She found the wound from which the Barrani youth had been visibly bleeding; it was a deep stab into the Barrani’s right side and had pierced a lung. Blood pooled in the right lung, beneath what passed for air here.
“Don’t think about that,” Terrano managed to get out. “That’s part of the trick.”
Hard not to think about it when she was examining his entire physical body. Terrano could carry on arguing while he was on death’s door, he was so stubborn—and it wouldn’t do him any good. She didn’t ask him how he knew what she was thinking. Maybe she would, later. Or maybe she’d been muttering as she worked, because sometimes shediddo that. It had really, really annoyed fellow students in her classes.
The wound wasn’t her biggest worry; it was the lingering taint of Shadow. But that Shadow hadn’t transformed orwarped Terrano’s physical body in the way it had the Barrani in the distant West March. She’d expected she’d have to cut away large chunks of his flesh and force her power to rebuild it properly. That didn’t happen here.
The Shadow continued to rise, as if Terrano were breathing from the wound, not his mouth. She couldn’t deny what she saw. If she felt no Shadow in Terrano, it was here.
It is, Chosen. You must leave.
She shook her head. “Not without the idiot.”
“Gee, thanks.”
The Shadow was mist, visible in the light of the Marks. “Can you see the Shadow?”
Terrano grunted. She assumed it meant yes. “You?”
“It’s not—it’s moving. It’s coming from you—from the wound.” She frowned and poured her power into that wound. She was almost afraid to heal it; if she did, would that Shadow remain trapped within Terrano?
“Just stop the bleeding,” Terrano snapped. “I can handle the rest.”
“How?”
“Trust me.”
“Did this come from the wound?”
Silence.
“Terrano?”
“Yes?” His eyes looked like normal Barrani eyes to her, but they’d shifted to the side, as if Terrano refused to meet her gaze while answering the question.
Oh.
“You could have joined us,” she said through clenched teeth.
Terrano said nothing.
“But you’re carrying something you don’t want to let loose.”
“Maybe you could waste less of your time talking and spend some of it healing?” Mandoran had arrived.
Kaylin liked Mandoran but had never felt so grateful to see him in all the time she’d known him. “I don’t think we can safely bring him back.”
“No kidding,” the Barrani replied. “I think the Norranir are having some effect—I’m not sure how it works, but Bellusdeo said it definitely did. The drums, the beat of them, seem to slow the progress of Shadow.”
“Can you tell me what hit him?”
Terrano began to cough out blood.
“Sorry—you can’t keep that in your lungs.” She began to knit the wound itself closed but paused to examine the frayed edges. “Mandoran—tell Bellusdeo and Teela—”
“Teela knows they’re somehow using Shadow as a form of attack. So does Bellusdeo. If I were you, I’d move toward the Norranir before you attempt to pull Terrano to safety.”
“I can’t pull him out if I can’t excise the Shadow—but it hasn’t harmed or changed his flesh.”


-- Instructions for the task --
Search the records for "input". Report every line where it occurs.
Records provided Block Start
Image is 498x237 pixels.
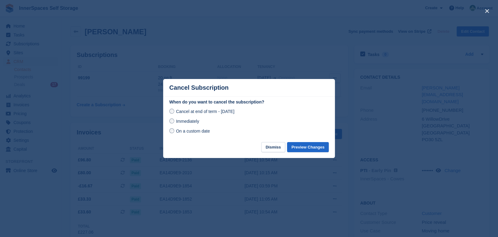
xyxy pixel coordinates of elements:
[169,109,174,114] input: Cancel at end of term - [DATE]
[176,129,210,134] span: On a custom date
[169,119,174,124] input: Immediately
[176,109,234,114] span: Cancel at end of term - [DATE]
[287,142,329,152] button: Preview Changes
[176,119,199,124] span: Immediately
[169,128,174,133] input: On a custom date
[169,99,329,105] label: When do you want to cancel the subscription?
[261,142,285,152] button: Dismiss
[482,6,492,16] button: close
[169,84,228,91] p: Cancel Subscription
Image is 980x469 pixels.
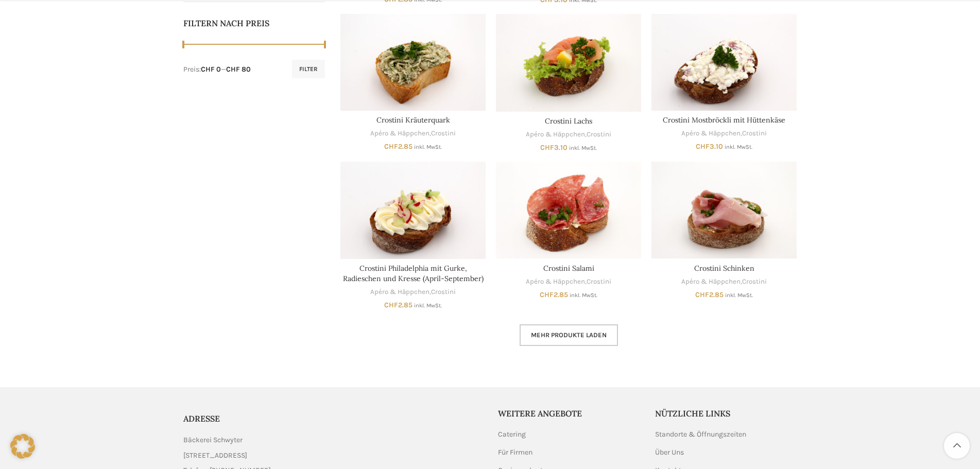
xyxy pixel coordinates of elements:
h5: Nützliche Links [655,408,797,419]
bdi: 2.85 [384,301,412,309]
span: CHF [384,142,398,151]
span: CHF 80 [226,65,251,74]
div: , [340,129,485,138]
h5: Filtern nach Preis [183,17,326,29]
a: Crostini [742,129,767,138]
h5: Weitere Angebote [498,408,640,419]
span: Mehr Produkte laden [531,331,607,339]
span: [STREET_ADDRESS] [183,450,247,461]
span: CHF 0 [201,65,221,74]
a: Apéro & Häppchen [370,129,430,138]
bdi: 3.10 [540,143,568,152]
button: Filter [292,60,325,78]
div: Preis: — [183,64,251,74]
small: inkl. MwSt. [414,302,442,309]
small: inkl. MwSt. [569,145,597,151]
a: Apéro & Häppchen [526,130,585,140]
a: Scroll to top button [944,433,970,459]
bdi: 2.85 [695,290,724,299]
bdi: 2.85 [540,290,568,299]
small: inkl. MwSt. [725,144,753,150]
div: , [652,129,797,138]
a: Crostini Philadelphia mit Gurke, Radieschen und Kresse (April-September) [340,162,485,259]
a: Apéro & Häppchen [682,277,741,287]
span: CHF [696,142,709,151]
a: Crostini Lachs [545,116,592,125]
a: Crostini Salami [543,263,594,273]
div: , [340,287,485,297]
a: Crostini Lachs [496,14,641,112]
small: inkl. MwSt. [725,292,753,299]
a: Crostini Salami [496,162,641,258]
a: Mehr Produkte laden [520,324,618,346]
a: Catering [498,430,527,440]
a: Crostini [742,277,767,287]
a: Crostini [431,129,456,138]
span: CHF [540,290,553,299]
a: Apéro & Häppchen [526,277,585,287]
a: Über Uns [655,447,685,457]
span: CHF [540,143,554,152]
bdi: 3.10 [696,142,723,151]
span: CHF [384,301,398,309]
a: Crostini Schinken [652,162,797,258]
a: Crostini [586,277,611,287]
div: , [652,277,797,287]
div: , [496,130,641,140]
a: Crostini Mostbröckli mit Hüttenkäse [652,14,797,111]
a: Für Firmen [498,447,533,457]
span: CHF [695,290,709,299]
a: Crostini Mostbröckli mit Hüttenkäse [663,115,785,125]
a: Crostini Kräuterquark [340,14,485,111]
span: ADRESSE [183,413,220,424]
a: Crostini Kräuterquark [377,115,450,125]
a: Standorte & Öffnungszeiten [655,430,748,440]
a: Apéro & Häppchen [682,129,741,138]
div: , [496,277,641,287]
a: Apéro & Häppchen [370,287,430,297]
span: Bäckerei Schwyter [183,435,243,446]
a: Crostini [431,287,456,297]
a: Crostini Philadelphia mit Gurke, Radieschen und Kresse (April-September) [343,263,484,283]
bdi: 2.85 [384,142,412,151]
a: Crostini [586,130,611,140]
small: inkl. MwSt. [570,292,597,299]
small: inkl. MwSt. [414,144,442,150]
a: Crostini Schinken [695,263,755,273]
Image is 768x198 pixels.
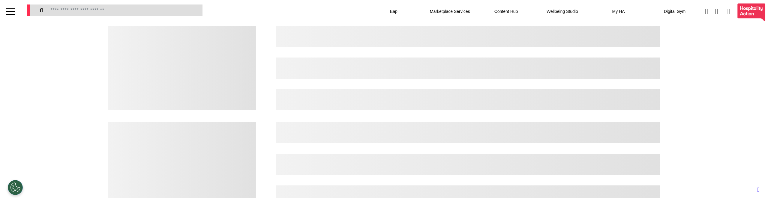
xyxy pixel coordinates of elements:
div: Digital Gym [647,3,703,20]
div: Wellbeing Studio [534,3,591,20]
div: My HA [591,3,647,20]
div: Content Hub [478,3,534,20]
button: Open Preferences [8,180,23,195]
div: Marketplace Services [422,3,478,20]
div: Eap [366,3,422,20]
Records provided Block End
-- Problem solution --
[169,109,174,114] input: Cancel at end of term - [DATE]
[169,119,174,124] input: Immediately
[169,128,174,133] input: On a custom date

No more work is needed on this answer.